According to a source in Spain (who prefers to remain anonymous), Spain now has made it harder for people to access these premium telephone services. In order to access a premium telephone service, a telephone customer must request a form, sign it and return it to the telephone company. Spanish telephone companies will be required to list on the customer's bill the names of the companies using those premium phone numbers.
Dialer programs have to state clearly, in a graphical, colored window, what they are and what they will do once installed. Any company distributing dialers programs in Spain also must provide a free program which will detect and block unwanted dialers as well as a working uninstaller for their own software.
From time to time, I receive a letter from a reporter who wants to discuss spyware and browser hijackers. Usually this is not long after they or a friend have become infected with one or the other. Occasionally, these reporters want to interview people who have had to remove spyware or a browser hijacker. When that happens, I usually send out a newsletter asking for people in their geographical area.
I want to start a list of people ahead of time for situations like this. If you ever have become infected with spyware, adware, a browser hijacker, a phone dialer or some combination thereof and you would like to talk to a reporter about it, I would like you to contact me. I will have your name available if a reporter in your geographical area would like to contact people who have been infected in the past. Use this address please (press@spywareinfo.com) instead of replying to this newsletter.
This is the information I need:
How you became infected if you know
What you were infected with if you know
How long you were infected before fixing it
How you fixed it (ie. Spybot, Ad-aware, a message board, etc)

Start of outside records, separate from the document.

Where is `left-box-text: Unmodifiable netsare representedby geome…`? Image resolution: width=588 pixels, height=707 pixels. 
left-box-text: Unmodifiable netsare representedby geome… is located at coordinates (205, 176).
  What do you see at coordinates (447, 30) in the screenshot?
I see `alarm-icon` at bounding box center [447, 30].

The city and country in which you are located or are near
A working email address
I won't give your email address to the reporter, if one from your area writes (or to anyone else for that matter). Instead, I will reply to your email with the reporter's contact information. I know from experience that a large number of you are going to email, so I won't be able to respond to these emails. Thank you in advance for participating in this.
Currently I need some people from the Washington D.C. and Atlanta area.